Local health authorities said Thursday that the desired public health effects of the city's 2-year-old smoking ban will be seen "little by little," after the situation from last year remained largely unchanged from the previous year.
"More public education and training on anti-smoking efforts are needed this year," Li Zhongyang, deputy chief of Shanghai Health Promotion Committee, which introduced the ban in 2010, told reporters at a press conference Thursday, where local authorities released a white paper report on the city's public smoking situation two years after it was created for the 2010 World Expo in Shanghai.
Last year, the city's smoking rate at public places only dropped to 18.1 percent from the 18.6 percent achievement made in 2010, a year after the ban had been in place.
The figures further showed that not even an increment of 1 percent in people or establishments were charged for breaking the rules last year, with only 66 public places and five taxi drivers punished 157,750 yuan ($25082) last year.
Authorities, however, plan to introduce more enforcement measures this year, including more training staff at public places that have a high prevalence of smokers, and the use of smoke and PM2.5 detectors, to achieve better results when the ban turns 3 next year, the committee's deputy director, Tang Qiong said Thursday.
Local Internet cafés, entertainment venues and restaurants, meanwhile, continued to hold the highest smoking rates last year at 54 percent, 43.9 percent and 25.4 percent, respectively, said the report.
But success was noted at other places last year, particularly hospitals, schools, sports stadiums and on public transport, where saw smoking rates rested at 1.7 percent, 2.4 percent, 8.3 percent and 17.6 percent, respectively.
The data was enough to satisfy nearly 600,000 surveyed residents, though the situation in 2010 pleased roughly 4 percent more people.
Currently, some 1,170 volunteers in the city also help authorities crack down on violators, who can be fined 50 yuan to 30,000 yuan for smoking in banned public places, or allowing others to do so.
Fu Hua, secretary of Fudan University's Public Health College, meanwhile, Thursday repeated the message given to the committee in 2010, saying that the city ought to expand the ban to include all public areas, not just 16 specific places.
"It would also make enforcement more straightforward for officials to carry out," he told the Global Times Thursday.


# Your task
The lines wanted are those in the data below that include "ylabel".

# Raw data

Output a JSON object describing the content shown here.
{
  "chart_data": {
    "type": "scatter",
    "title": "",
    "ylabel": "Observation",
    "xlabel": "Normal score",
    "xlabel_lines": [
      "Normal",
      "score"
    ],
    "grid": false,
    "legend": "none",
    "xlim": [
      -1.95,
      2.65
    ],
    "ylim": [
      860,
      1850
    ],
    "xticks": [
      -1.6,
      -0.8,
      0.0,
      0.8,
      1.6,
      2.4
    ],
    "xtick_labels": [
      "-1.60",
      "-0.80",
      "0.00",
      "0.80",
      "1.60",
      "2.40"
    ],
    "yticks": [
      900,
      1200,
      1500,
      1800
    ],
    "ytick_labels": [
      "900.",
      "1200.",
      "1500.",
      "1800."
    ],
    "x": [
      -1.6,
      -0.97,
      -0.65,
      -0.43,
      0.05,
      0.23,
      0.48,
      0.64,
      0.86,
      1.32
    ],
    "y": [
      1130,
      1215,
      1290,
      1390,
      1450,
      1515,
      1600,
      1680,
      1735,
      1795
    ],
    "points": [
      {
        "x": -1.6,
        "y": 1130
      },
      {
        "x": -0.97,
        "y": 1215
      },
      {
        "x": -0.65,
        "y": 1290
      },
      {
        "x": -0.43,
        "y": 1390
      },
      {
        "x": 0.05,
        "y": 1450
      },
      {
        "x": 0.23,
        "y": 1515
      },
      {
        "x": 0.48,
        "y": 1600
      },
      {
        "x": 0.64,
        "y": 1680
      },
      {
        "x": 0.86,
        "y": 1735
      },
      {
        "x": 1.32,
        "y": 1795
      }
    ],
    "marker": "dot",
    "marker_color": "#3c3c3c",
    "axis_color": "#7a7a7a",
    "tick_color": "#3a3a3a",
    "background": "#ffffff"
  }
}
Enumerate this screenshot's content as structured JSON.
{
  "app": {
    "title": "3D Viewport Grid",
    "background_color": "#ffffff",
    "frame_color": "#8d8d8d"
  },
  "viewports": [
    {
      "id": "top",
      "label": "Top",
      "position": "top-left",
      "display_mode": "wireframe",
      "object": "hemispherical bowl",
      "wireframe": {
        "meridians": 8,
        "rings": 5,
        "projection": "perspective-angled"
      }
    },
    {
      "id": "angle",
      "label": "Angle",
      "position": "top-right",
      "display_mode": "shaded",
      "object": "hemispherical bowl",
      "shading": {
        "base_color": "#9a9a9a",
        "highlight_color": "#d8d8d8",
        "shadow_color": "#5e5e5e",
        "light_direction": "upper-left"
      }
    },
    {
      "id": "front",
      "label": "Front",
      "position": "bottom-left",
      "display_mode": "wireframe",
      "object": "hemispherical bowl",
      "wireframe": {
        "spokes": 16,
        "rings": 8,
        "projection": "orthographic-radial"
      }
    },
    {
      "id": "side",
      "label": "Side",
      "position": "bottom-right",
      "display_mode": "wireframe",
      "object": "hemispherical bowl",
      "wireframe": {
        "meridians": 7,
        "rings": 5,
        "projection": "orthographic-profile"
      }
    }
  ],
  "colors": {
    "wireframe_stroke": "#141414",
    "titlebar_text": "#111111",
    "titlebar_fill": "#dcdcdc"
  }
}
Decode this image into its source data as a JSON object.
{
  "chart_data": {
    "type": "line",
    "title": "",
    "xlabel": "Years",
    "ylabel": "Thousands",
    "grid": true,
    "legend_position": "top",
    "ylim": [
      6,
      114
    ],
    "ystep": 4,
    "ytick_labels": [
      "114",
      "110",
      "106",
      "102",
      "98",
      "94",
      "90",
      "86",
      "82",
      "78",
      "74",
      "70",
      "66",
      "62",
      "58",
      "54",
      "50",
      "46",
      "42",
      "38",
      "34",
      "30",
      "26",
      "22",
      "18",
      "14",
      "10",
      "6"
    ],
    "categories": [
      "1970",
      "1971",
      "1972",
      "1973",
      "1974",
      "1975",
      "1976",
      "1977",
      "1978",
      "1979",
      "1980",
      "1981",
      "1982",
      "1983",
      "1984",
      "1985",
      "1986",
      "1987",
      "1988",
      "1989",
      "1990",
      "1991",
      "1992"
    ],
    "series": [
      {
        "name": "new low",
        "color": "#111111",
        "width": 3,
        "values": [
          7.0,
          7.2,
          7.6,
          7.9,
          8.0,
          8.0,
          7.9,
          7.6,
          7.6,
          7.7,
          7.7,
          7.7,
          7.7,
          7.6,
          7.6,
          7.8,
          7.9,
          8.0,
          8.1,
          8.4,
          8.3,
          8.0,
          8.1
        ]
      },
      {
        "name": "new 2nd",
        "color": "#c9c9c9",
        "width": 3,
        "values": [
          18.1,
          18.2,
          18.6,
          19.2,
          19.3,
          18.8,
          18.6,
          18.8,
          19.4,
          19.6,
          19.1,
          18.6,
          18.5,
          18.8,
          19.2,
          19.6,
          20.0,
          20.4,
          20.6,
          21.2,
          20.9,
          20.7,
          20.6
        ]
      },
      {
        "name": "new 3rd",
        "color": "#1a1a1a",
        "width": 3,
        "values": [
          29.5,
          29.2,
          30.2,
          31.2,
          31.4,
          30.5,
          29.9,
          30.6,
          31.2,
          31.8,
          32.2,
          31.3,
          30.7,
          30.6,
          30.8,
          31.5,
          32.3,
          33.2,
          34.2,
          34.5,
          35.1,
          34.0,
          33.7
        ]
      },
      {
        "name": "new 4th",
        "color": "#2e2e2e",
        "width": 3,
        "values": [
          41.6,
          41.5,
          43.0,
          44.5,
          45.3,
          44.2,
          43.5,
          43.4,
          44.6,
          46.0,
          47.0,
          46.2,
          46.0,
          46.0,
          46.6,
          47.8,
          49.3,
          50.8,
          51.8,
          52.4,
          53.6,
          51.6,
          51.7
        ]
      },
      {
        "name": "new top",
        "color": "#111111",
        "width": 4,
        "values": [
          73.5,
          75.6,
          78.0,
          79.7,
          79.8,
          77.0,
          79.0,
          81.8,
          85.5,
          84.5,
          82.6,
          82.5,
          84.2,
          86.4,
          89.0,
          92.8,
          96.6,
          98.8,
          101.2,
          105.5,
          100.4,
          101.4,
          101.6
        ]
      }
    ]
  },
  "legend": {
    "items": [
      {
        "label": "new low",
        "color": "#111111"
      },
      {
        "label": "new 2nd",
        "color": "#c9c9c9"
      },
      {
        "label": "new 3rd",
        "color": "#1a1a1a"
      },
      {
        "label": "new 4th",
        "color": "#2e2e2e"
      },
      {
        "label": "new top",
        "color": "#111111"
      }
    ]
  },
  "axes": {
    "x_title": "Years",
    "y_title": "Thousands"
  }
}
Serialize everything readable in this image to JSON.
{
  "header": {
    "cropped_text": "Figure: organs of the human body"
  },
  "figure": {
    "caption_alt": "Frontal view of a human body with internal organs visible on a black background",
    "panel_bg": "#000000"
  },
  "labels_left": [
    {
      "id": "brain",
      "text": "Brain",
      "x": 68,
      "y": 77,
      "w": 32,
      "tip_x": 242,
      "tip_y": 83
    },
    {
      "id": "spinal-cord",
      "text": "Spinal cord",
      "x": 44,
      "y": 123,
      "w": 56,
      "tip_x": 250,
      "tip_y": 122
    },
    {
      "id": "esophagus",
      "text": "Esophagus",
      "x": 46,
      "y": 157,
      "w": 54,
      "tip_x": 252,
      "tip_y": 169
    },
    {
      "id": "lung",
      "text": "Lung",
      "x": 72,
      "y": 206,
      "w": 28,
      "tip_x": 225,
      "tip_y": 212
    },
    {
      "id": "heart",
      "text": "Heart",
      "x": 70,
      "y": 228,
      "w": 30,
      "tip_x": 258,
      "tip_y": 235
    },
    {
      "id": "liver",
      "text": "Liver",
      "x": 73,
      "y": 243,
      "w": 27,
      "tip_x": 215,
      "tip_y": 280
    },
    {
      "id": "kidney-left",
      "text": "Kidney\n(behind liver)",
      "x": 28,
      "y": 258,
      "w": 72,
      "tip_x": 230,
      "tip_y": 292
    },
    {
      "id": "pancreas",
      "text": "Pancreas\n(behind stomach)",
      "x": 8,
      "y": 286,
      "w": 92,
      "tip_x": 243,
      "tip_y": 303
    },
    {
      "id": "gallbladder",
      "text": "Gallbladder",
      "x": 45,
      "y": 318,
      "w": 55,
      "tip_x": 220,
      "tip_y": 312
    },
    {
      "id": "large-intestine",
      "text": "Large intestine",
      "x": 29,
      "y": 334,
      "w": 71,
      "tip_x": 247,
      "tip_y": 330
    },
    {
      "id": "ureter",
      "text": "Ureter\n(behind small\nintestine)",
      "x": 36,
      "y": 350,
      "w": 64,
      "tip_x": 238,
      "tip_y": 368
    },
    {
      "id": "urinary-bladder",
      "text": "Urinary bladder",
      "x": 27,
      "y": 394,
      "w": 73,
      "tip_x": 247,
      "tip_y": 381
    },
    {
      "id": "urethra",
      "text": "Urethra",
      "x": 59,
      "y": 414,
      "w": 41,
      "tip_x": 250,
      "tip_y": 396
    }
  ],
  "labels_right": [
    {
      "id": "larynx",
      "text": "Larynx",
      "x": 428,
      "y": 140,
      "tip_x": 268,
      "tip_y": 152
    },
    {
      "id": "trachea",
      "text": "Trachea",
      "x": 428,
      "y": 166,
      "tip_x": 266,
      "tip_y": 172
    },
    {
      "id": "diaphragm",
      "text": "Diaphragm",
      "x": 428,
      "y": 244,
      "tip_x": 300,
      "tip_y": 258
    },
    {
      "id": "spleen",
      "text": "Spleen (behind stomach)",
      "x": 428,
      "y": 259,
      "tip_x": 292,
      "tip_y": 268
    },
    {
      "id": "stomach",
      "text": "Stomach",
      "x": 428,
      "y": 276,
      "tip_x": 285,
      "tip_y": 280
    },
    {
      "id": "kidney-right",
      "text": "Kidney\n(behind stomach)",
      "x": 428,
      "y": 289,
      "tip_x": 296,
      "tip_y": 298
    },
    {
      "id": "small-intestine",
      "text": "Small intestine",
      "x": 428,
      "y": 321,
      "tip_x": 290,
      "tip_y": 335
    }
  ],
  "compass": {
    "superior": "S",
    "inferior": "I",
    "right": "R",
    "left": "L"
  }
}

# Your solution
    "ylabel": "Observation",
    "ylabel": "Thousands",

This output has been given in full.